Look what’s happening here in this country, but they’re more bothered about what’s happening in Gaza.
Much of that tension is compounded by a more prosaic failure of local government. Birmingham’s long-running bin strikes have left Sparkhill visibly grimy, with fly-tipped rubbish piled on pavements and street corners. Parking is chaotic, and antisocial behaviour is the most common complaint – across communities. They lament open drug dealing and a total lack of enforcement by the authorities.
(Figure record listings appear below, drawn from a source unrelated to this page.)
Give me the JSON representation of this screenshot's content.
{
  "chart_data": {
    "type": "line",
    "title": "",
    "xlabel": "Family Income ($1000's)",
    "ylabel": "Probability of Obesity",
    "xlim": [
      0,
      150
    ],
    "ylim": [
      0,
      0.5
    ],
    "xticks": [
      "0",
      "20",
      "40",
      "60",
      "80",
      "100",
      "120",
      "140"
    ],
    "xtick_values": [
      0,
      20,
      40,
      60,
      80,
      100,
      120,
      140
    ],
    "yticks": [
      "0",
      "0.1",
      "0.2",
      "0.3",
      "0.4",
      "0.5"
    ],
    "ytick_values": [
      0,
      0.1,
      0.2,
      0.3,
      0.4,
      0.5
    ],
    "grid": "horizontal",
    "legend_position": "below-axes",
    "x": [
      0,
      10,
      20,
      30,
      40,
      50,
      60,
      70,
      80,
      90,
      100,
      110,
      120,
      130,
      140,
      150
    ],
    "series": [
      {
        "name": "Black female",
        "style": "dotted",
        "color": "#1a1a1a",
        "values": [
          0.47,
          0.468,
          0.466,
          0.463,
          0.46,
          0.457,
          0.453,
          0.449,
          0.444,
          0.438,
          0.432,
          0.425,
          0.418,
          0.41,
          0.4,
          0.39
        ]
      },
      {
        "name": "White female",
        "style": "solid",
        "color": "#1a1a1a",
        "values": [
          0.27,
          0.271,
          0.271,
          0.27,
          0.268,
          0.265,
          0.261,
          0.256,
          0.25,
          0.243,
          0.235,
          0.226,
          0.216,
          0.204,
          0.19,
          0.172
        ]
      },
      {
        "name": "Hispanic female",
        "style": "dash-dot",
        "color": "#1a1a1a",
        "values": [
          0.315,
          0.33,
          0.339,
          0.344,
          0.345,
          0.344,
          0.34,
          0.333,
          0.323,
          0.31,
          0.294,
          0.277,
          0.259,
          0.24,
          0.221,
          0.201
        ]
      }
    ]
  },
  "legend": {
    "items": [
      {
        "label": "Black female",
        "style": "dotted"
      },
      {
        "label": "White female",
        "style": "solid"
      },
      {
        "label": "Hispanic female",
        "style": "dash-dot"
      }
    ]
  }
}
On Stratford Road, a mile-long strip of independent shops in Sparkhill, I meet 29-year-old Jaweria Bibi who recently arrived from Rawalpindi, Pakistan, to pursue a master’s in international marketing. She moved here due to family connections. When asked what she thinks of the area, she grimaces. ‘It’s similar to Pakistan! I don’t feel like I’ve come to the UK.’
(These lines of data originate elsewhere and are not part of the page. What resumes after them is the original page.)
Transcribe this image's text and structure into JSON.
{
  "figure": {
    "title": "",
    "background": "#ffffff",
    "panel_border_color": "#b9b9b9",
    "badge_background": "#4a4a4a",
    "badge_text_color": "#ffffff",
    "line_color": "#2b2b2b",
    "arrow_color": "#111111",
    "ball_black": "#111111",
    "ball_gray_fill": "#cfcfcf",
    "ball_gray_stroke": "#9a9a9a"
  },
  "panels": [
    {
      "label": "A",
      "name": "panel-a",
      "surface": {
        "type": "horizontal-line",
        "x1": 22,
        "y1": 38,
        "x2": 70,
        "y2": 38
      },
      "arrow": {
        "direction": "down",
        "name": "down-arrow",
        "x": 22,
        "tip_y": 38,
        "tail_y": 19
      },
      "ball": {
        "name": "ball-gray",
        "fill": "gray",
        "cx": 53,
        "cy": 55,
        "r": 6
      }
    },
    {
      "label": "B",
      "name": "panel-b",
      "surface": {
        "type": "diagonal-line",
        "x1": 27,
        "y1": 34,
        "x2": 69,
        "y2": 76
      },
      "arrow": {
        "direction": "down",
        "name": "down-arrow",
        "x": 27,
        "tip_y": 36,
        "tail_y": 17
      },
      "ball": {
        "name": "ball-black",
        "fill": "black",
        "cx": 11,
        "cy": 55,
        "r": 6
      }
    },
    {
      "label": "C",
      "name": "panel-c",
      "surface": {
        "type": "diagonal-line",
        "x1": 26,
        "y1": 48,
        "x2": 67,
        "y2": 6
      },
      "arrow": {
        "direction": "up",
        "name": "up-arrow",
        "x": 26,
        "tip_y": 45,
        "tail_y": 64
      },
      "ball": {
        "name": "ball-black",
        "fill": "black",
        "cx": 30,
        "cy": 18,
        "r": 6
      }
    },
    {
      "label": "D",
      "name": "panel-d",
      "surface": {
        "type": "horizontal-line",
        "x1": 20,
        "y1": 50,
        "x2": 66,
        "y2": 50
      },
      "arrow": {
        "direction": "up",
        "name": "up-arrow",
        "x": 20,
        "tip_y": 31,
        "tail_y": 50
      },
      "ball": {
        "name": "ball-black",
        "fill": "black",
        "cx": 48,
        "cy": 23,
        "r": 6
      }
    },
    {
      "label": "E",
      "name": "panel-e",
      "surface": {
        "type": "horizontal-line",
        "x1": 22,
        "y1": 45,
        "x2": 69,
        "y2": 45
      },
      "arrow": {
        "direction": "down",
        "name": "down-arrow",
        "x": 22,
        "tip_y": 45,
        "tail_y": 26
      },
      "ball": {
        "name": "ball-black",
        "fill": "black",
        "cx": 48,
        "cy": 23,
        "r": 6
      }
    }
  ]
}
While plenty of Britain’s high street shops are struggling, Stratford Road remains busy and commercially alive. Store windows shimmer with Asian lehengas and sarees in jewel tones. There are halal butchers, greengrocers and nan bakeries, as well as Afghan ice cream parlours and shops selling South Asian sweetmeats. At a small yellow stall, aloo paratha (a flaky fried flatbread stuffed with potatoes) goes for £2.99. Money exchange counters dot the road, with most transfers heading to the Indian subcontinent.
But scenes like this, where things have changed beyond recognition, are cited as proof that the area has become a ‘no-go zone’ for white people. Hafiz Amin, the owner of Pakeeza Halal Shop, is not surprised at some of the negative press. ‘Just look at the mess,’ he says in Urdu. ‘Tell me, if English people came to our country and behaved like this, what would we think of them?’
His companion Muhammad Saleem is even more candid. ‘Even without the bin strike it was always like this,’ he says, smoking a cigarette. ‘I’ve been here since 1991. White people pick up their litter if they drop it.’
The bin strike and ongoing issues have left Birmingham’s reputation in tatters – even abroad. ‘I went on umrah [mini pilgrimage] and people in Mecca asked me about the bins. What type of advertisement is that for our city?’ says Naveed. ‘Islam teaches us that cleanliness is half our religion.’ When the Irish left, ‘we became ambassadors for the area but what standards have we set?’
Sparkhill is a place where parallel lives are increasingly visible. In the vacuum left by local governance, Butt, the former convicted terrorist, presents himself as an agent of change from ‘career politicians’. Whatever the result on election day on 7 May, it will say as much about the state of local politics as it does about Butt himself.